Taken together, his assessment points to a paradox: Iran may be more motivated than ever to pursue nuclear capability, even as its ability to do so has been degraded by military strikes.
That tension complicates any claim that diplomacy alone has resolved the nuclear threat.
Regional shifts and Iran’s influence
Beyond the nuclear and economic fronts, regional dynamics suggest Iran’s position may be shifting — though not collapsing.
One of the most significant developments has been direct diplomatic engagement between Lebanon and Israel, a move that signals potential decoupling from Tehran’s influence.
“This was the first time that the United States recognizes that the government of Lebanon is sovereign enough and adult enough to sit in face-to-face talks bilaterally without Saudis or Iranians or Syrians or anybody else in the room,” said Hussain Abdul Hussain, a research fellow at the Foundation for Defense of Democracies and author of the Arab Case for Israel.
A newly agreed ceasefire between Israel and Lebanon is set to last 10 days, with the possibility of being “extended by mutual agreement” if negotiations show progress
That shift challenges one of Iran’s long-standing pillars of regional power: its network of proxy forces.
For years, Lebanon has effectively been treated as an extension of Iran’s regional strategy through Hezbollah.
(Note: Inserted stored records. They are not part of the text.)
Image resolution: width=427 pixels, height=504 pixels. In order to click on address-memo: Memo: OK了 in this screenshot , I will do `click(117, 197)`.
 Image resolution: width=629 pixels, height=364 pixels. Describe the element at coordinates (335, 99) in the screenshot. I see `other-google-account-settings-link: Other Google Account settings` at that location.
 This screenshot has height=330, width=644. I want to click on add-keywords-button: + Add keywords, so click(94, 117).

But the current talks — taking place independently of Tehran — suggest a possible shift toward decoupling.
Abdul Hussain underscored that divide more directly, describing how Lebanon’s leadership is increasingly asserting its independence from Iran’s negotiations.
“You do you, we do Lebanon,” he said, characterizing the government’s stance as separate from Tehran’s diplomatic track.
A moment of uncertainty
Taken together, the developments across Hormuz, the nuclear file and the regional landscape point to a single conclusion: it is too early to declare a winner.
The United States has demonstrated its ability to impose pressure — militarily and economically — while Iran has shown it can still adapt, sustain revenue and shape the narrative.
For now, the outcome is not defined by victory, but by how long each side can sustain the pressure before it breaks.